The Knowledge Required

To fully understand this message, one needs:

The Output Knowledge Created

This message produces several pieces of actionable knowledge:

  1. Both deployment targets are unreachable: The Spark nodes have reverted to their previous GLM state, and the RTX PRO 6000 system is completely unreachable at both the container and hypervisor level.
  2. The Proxmox host is down or disconnected: The "No route to host" error for 10.1.2.6 indicates a network-level failure, not just a container-level issue.
  3. Cleanup is blocked: The assistant's stated intention to "clean up the Sparks" cannot proceed until the infrastructure issues are resolved.
  4. A full restart is needed: The Qwen3.5 deployment on the Sparks would need to be rebuilt from scratch — downloading the model, starting the Ray cluster, launching the vLLM server — since the containers are gone.

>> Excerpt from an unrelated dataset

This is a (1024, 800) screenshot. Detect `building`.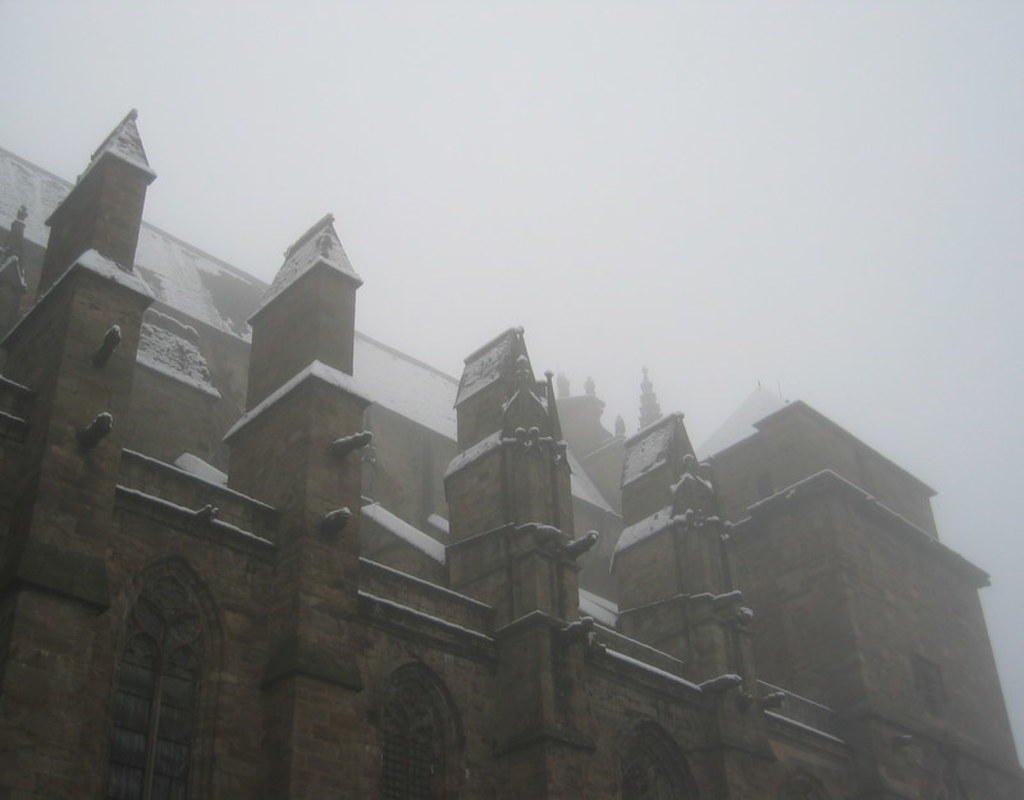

The Significance of Failure

What makes this message compelling is not the success it reports but the failure it documents. After dozens of messages spent carefully deploying, debugging, and benchmarking a complex multi-node inference system, the infrastructure has silently reverted to its prior state. The assistant's response is not frustration but methodical diagnosis — checking, verifying, escalating, and documenting the state of each system.

This is the reality of operating distributed AI infrastructure: deployments are never permanent. Containers restart, networks fail, hosts go down. The skill lies not in avoiding these failures but in detecting them quickly, diagnosing them accurately, and having the operational knowledge to attempt multiple recovery paths. Message [msg 6734] captures this diagnostic moment in miniature — a brief pause where the assistant takes stock of a crumbling infrastructure and plans its next move.